A sigh of relief and disappointment went up from the
class. Afterwards, through all our school days,
“Red Head” shared my wit and quickness
and I benefited by his strength and dogged faithfulness.
There were some black and brown boys
and girls in the school, and several of them were
in my class. One of the boys strongly attracted
my attention from the first day I saw him. His
face was as black as night, but shone as though it
were polished; he had sparkling eyes, and when he
opened his mouth, he displayed glistening white teeth.
It struck me at once as appropriate to call him “Shiny
Face,” or “Shiny Eyes,” or “Shiny
Teeth,” and I spoke of him often by one of these
names to the other boys. These terms were finally
merged into “Shiny,” and to that name
he answered good-naturedly during the balance of his
public school days.
“Shiny” was considered
without question to be the best speller, the best
reader, the best penman—in a word, the best
scholar, in the class. He was very quick to catch
anything, but, nevertheless, studied hard; thus he
possessed two powers very rarely combined in one boy.
I saw him year after year, on up into the high school,
win the majority of the prizes for punctuality, deportment,
essay writing, and declamation. Yet it did not
take me long to discover that, in spite of his standing
as a scholar, he was in some way looked down upon.

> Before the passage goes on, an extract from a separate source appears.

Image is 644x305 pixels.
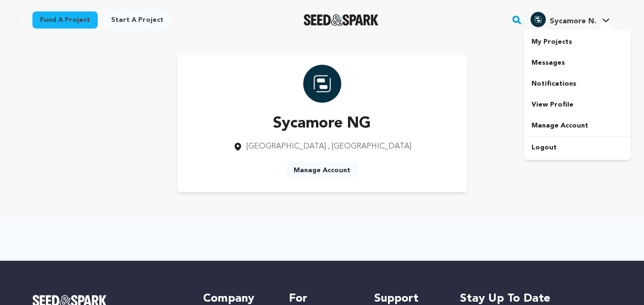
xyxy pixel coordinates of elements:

The other black boys and girls were
still more looked down upon. Some of the boys
often spoke of them as “niggers.”
Sometimes on the way home from school a crowd would
walk behind them repeating:
“Nigger, nigger, never die,
Black face and shiny eye.”
On one such afternoon one of the black
boys turned suddenly on his tormentors and hurled
a slate; it struck one of the white boys in the mouth,
cutting a slight gash in his lip. At sight of
the blood the boy who had thrown the slate ran, and
his companions quickly followed. We ran after
them pelting them with stones until they separated
in several directions. I was very much wrought
up over the affair, and went home and told my mother
how one of the “niggers” had struck a boy
with a slate. I shall never forget how she turned
on me. “Don’t you ever use that word
again,” she said, “and don’t you
ever bother the colored children at school. You
ought to be ashamed of yourself.” I did
hang my head in shame, not because she had convinced
me that I had done wrong, but because I was hurt by
the first sharp word she had ever given me.
My school days ran along very pleasantly.
I stood well in my studies, not always so well with
regard to my behavior. I was never guilty of
any serious misconduct, but my love of fun sometimes
got me into trouble. I remember, however, that
my sense of humor was so sly that most of the trouble
usually fell on the head of the other fellow.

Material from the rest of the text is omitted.